The Overflowing Suitcase on a Bus Stop Bench

Yesterday I passed the sidewalk sale for a second-hand shop, and saw
an old-fashioned suitcase, latches, not zippers, handles, no wheels,
a plaid suitcase filled with owls, ceramic owls, plastic owls, realistic

and cartoonishly whimsical owls, screech owls, snowy owls, a great
horned owl carved from burnished wood, owls holding pencils
and wearing glasses, owl figurines in graduation caps.

At some estate sale the shop owner must have said, “Hey,
I’ll give you five dollars for all these owls,”
and the dealer said, “Make it six bucks and I’ll throw in

that old suitcase to carry them.” And that was the end
of Tilly’s collection. Once they’d been the saints
of the china cabinet chapel, and claimed place of pride

on kitchen windowsills that faced the sun, and Tilly could tell you
where each owl was purchased: Niagara Falls, Door County,
the rest stop with clean bathrooms off of highway 31—maybe

Tilly didn’t even really like owls, it just became an easy present
for nephews and cousins to buy: “Tilly I know how
you like your owls so we got you this pink one

on our trip to Decatur.” Now they’re sun-bleached and stranded,
heaped like leftover coal on a sidewalk on Clark Street.
I touch my wallet in my front pocket, I could do it, purchase

them all, leave the overflowing suitcase on a bus stop bench
for you, oh stranger, you oh person or persons unknown
to find and keep, or, I could scrub them in a dish pan, pretty

them up, transform my house and thus my life, my dining room
a banquet hall for owls, my bookcases a knickknack
rehabilitation center. But it’s August. The midday sun just loves

to beat down, and Tilly is dead. I touch one bird, a winking owl
holding a placard in its beak: “Whooo the hell died and made
yooou boss?” I take a step away, look back.

Step away. All those owls on silent wings. All those owls who
can see in the dark. As for me, I maintain a modest elephant
herd, lined up like model cars in a row in my office.

The green glass one, missing a chip from its right foot?
My father won that in his first-grade spelling bee.
Bury it with me when I go.

I want to clutch it
in my linen-wrapped
hand, like a pharaoh.

About the author

Robert McDonald lives in Chicago and works at an independent bookstore. His work has appeared recently in Bending Genres, Cloudbank, and Elsewhere, among others.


Word for word, repeat every entry that appears below.

Stored items:
========================================
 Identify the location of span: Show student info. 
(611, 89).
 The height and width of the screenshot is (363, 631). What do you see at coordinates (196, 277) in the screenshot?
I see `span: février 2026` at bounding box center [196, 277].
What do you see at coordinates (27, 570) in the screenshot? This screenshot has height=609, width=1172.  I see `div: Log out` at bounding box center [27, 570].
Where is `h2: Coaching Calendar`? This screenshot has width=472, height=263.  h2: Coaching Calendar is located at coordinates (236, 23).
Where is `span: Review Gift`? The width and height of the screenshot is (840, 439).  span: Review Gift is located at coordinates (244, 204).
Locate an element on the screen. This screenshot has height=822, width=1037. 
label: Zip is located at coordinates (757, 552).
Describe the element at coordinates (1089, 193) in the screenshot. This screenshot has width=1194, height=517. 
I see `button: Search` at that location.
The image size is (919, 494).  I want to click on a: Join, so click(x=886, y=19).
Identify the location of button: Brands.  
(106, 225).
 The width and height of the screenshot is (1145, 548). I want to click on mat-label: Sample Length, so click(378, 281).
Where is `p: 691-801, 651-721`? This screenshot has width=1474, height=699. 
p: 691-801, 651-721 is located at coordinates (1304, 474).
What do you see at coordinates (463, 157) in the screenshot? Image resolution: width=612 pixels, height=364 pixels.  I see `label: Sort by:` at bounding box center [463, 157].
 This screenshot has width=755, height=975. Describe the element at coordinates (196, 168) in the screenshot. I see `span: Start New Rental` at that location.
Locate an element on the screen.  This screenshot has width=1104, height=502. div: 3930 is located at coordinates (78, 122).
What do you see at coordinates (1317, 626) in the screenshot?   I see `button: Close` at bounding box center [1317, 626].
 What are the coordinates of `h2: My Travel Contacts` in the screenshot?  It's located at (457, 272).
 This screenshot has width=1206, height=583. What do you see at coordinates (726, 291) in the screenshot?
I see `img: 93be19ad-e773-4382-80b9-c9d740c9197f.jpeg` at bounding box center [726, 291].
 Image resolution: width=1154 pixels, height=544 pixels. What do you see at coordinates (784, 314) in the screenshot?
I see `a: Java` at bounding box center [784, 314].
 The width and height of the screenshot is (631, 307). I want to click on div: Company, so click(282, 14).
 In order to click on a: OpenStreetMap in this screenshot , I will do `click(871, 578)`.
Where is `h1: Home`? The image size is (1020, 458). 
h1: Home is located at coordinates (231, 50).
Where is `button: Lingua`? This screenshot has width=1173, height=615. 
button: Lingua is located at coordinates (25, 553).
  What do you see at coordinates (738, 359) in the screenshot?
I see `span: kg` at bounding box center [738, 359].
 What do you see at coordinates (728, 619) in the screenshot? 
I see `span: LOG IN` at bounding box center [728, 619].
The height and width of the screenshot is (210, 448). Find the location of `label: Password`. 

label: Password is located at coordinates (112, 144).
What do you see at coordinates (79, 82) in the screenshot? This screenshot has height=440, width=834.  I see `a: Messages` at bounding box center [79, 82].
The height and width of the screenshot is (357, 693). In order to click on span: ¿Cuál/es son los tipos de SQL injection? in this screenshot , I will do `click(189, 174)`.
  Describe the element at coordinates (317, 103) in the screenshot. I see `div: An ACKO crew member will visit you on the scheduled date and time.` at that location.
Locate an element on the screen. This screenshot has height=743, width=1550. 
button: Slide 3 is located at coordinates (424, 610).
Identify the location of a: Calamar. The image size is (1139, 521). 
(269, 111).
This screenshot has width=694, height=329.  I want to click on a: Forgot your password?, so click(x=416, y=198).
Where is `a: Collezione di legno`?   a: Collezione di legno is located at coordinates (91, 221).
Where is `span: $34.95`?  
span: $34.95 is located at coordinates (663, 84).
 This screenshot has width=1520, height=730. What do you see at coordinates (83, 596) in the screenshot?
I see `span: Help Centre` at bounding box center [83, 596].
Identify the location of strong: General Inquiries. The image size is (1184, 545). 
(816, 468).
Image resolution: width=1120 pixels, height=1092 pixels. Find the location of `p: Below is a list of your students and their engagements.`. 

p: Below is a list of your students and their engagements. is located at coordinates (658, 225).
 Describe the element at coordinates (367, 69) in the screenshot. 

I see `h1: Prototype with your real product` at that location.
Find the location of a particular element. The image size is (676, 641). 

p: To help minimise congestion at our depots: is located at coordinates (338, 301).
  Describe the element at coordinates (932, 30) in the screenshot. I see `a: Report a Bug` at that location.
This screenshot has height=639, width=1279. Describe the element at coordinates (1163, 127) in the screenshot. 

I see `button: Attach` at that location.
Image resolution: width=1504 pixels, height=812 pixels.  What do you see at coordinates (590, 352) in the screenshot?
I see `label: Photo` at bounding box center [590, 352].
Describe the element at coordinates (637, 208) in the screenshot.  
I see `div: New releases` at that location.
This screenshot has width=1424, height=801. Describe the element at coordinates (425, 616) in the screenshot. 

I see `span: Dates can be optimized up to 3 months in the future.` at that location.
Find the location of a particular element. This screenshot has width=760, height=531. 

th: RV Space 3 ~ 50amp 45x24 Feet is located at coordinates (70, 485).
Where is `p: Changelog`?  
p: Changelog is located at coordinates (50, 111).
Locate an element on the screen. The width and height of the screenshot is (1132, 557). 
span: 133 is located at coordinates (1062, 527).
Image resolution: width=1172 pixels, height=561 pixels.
========================================
Result for this task:
 Identify the location of span: Show student info. 
(611, 89).
 The height and width of the screenshot is (363, 631). What do you see at coordinates (196, 277) in the screenshot?
I see `span: février 2026` at bounding box center [196, 277].
What do you see at coordinates (27, 570) in the screenshot? This screenshot has height=609, width=1172.  I see `div: Log out` at bounding box center [27, 570].
Where is `h2: Coaching Calendar`? This screenshot has width=472, height=263.  h2: Coaching Calendar is located at coordinates (236, 23).
Where is `span: Review Gift`? The width and height of the screenshot is (840, 439).  span: Review Gift is located at coordinates (244, 204).
Locate an element on the screen. This screenshot has height=822, width=1037. 
label: Zip is located at coordinates (757, 552).
Describe the element at coordinates (1089, 193) in the screenshot. This screenshot has width=1194, height=517. 
I see `button: Search` at that location.
The image size is (919, 494).  I want to click on a: Join, so click(x=886, y=19).
Identify the location of button: Brands.  
(106, 225).
 The width and height of the screenshot is (1145, 548). I want to click on mat-label: Sample Length, so click(378, 281).
Where is `p: 691-801, 651-721`? This screenshot has width=1474, height=699. 
p: 691-801, 651-721 is located at coordinates (1304, 474).
What do you see at coordinates (463, 157) in the screenshot? Image resolution: width=612 pixels, height=364 pixels.  I see `label: Sort by:` at bounding box center [463, 157].
 This screenshot has width=755, height=975. Describe the element at coordinates (196, 168) in the screenshot. I see `span: Start New Rental` at that location.
Locate an element on the screen.  This screenshot has width=1104, height=502. div: 3930 is located at coordinates (78, 122).
What do you see at coordinates (1317, 626) in the screenshot?   I see `button: Close` at bounding box center [1317, 626].
 What are the coordinates of `h2: My Travel Contacts` in the screenshot?  It's located at (457, 272).
 This screenshot has width=1206, height=583. What do you see at coordinates (726, 291) in the screenshot?
I see `img: 93be19ad-e773-4382-80b9-c9d740c9197f.jpeg` at bounding box center [726, 291].
 Image resolution: width=1154 pixels, height=544 pixels. What do you see at coordinates (784, 314) in the screenshot?
I see `a: Java` at bounding box center [784, 314].
 The width and height of the screenshot is (631, 307). I want to click on div: Company, so click(282, 14).
 In order to click on a: OpenStreetMap in this screenshot , I will do `click(871, 578)`.
Where is `h1: Home`? The image size is (1020, 458). 
h1: Home is located at coordinates (231, 50).
Where is `button: Lingua`? This screenshot has width=1173, height=615. 
button: Lingua is located at coordinates (25, 553).
  What do you see at coordinates (738, 359) in the screenshot?
I see `span: kg` at bounding box center [738, 359].
 What do you see at coordinates (728, 619) in the screenshot? 
I see `span: LOG IN` at bounding box center [728, 619].
The height and width of the screenshot is (210, 448). Find the location of `label: Password`. 

label: Password is located at coordinates (112, 144).
What do you see at coordinates (79, 82) in the screenshot? This screenshot has height=440, width=834.  I see `a: Messages` at bounding box center [79, 82].
The height and width of the screenshot is (357, 693). In order to click on span: ¿Cuál/es son los tipos de SQL injection? in this screenshot , I will do `click(189, 174)`.
  Describe the element at coordinates (317, 103) in the screenshot. I see `div: An ACKO crew member will visit you on the scheduled date and time.` at that location.
Locate an element on the screen. This screenshot has height=743, width=1550. 
button: Slide 3 is located at coordinates (424, 610).
Identify the location of a: Calamar. The image size is (1139, 521). 
(269, 111).
This screenshot has width=694, height=329.  I want to click on a: Forgot your password?, so click(x=416, y=198).
Where is `a: Collezione di legno`?   a: Collezione di legno is located at coordinates (91, 221).
Where is `span: $34.95`?  
span: $34.95 is located at coordinates (663, 84).
 This screenshot has width=1520, height=730. What do you see at coordinates (83, 596) in the screenshot?
I see `span: Help Centre` at bounding box center [83, 596].
Identify the location of strong: General Inquiries. The image size is (1184, 545). 
(816, 468).
Image resolution: width=1120 pixels, height=1092 pixels. Find the location of `p: Below is a list of your students and their engagements.`. 

p: Below is a list of your students and their engagements. is located at coordinates (658, 225).
 Describe the element at coordinates (367, 69) in the screenshot. 

I see `h1: Prototype with your real product` at that location.
Find the location of a particular element. The image size is (676, 641). 

p: To help minimise congestion at our depots: is located at coordinates (338, 301).
  Describe the element at coordinates (932, 30) in the screenshot. I see `a: Report a Bug` at that location.
This screenshot has height=639, width=1279. Describe the element at coordinates (1163, 127) in the screenshot. 

I see `button: Attach` at that location.
Image resolution: width=1504 pixels, height=812 pixels.  What do you see at coordinates (590, 352) in the screenshot?
I see `label: Photo` at bounding box center [590, 352].
Describe the element at coordinates (637, 208) in the screenshot.  
I see `div: New releases` at that location.
This screenshot has width=1424, height=801. Describe the element at coordinates (425, 616) in the screenshot. 

I see `span: Dates can be optimized up to 3 months in the future.` at that location.
Find the location of a particular element. This screenshot has width=760, height=531. 

th: RV Space 3 ~ 50amp 45x24 Feet is located at coordinates (70, 485).
Where is `p: Changelog`?  
p: Changelog is located at coordinates (50, 111).
Locate an element on the screen. The width and height of the screenshot is (1132, 557). 
span: 133 is located at coordinates (1062, 527).
Image resolution: width=1172 pixels, height=561 pixels.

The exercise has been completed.